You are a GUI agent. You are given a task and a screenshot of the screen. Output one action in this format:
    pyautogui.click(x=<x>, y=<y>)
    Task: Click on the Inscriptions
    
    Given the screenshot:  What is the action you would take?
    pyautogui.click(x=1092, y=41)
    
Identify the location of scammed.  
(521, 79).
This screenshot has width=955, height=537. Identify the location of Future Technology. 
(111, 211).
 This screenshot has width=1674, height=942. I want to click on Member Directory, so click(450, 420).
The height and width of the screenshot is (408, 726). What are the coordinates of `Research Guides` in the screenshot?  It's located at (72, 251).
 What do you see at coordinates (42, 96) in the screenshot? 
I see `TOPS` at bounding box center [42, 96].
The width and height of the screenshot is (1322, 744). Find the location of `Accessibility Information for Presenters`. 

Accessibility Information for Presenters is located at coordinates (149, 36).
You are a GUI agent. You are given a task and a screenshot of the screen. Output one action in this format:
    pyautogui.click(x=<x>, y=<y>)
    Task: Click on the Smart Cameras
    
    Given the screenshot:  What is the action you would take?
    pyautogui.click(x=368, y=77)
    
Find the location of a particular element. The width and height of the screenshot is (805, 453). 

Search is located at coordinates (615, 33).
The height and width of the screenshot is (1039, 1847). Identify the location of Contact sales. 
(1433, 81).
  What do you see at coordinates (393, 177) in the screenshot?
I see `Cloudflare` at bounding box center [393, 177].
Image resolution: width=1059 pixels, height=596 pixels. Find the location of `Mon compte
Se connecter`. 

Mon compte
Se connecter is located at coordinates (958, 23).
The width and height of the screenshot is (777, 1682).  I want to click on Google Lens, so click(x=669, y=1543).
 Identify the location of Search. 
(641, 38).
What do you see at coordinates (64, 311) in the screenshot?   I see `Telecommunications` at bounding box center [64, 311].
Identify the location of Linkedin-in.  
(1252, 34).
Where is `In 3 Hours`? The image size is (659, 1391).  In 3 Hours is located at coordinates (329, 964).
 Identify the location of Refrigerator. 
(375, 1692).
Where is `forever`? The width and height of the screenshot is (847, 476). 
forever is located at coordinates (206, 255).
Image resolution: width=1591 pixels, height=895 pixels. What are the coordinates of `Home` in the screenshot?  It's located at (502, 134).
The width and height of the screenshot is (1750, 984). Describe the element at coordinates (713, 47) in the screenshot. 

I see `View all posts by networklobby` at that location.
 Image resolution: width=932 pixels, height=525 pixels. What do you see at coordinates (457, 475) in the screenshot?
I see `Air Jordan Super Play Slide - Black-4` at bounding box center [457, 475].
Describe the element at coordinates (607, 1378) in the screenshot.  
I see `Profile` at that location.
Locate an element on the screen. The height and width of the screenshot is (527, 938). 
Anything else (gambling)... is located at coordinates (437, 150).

☆ ☆ ☆ ☆ ☆

*Activity*
Output all of the material, please, exactly as it stands.

*Solution for this problem*
You are a GUI agent. You are given a task and a screenshot of the screen. Output one action in this format:
    pyautogui.click(x=<x>, y=<y>)
    Task: Click on the Inscriptions
    
    Given the screenshot:  What is the action you would take?
    pyautogui.click(x=1092, y=41)
    
Identify the location of scammed.  
(521, 79).
This screenshot has width=955, height=537. Identify the location of Future Technology. 
(111, 211).
 This screenshot has width=1674, height=942. I want to click on Member Directory, so click(450, 420).
The height and width of the screenshot is (408, 726). What are the coordinates of `Research Guides` in the screenshot?  It's located at (72, 251).
 What do you see at coordinates (42, 96) in the screenshot? 
I see `TOPS` at bounding box center [42, 96].
The width and height of the screenshot is (1322, 744). Find the location of `Accessibility Information for Presenters`. 

Accessibility Information for Presenters is located at coordinates (149, 36).
You are a GUI agent. You are given a task and a screenshot of the screen. Output one action in this format:
    pyautogui.click(x=<x>, y=<y>)
    Task: Click on the Smart Cameras
    
    Given the screenshot:  What is the action you would take?
    pyautogui.click(x=368, y=77)
    
Find the location of a particular element. The width and height of the screenshot is (805, 453). 

Search is located at coordinates (615, 33).
The height and width of the screenshot is (1039, 1847). Identify the location of Contact sales. 
(1433, 81).
  What do you see at coordinates (393, 177) in the screenshot?
I see `Cloudflare` at bounding box center [393, 177].
Image resolution: width=1059 pixels, height=596 pixels. Find the location of `Mon compte
Se connecter`. 

Mon compte
Se connecter is located at coordinates (958, 23).
The width and height of the screenshot is (777, 1682).  I want to click on Google Lens, so click(x=669, y=1543).
 Identify the location of Search. 
(641, 38).
What do you see at coordinates (64, 311) in the screenshot?   I see `Telecommunications` at bounding box center [64, 311].
Identify the location of Linkedin-in.  
(1252, 34).
Where is `In 3 Hours`? The image size is (659, 1391).  In 3 Hours is located at coordinates (329, 964).
 Identify the location of Refrigerator. 
(375, 1692).
Where is `forever`? The width and height of the screenshot is (847, 476). 
forever is located at coordinates (206, 255).
Image resolution: width=1591 pixels, height=895 pixels. What are the coordinates of `Home` in the screenshot?  It's located at (502, 134).
The width and height of the screenshot is (1750, 984). Describe the element at coordinates (713, 47) in the screenshot. 

I see `View all posts by networklobby` at that location.
 Image resolution: width=932 pixels, height=525 pixels. What do you see at coordinates (457, 475) in the screenshot?
I see `Air Jordan Super Play Slide - Black-4` at bounding box center [457, 475].
Describe the element at coordinates (607, 1378) in the screenshot.  
I see `Profile` at that location.
Locate an element on the screen. The height and width of the screenshot is (527, 938). 
Anything else (gambling)... is located at coordinates (437, 150).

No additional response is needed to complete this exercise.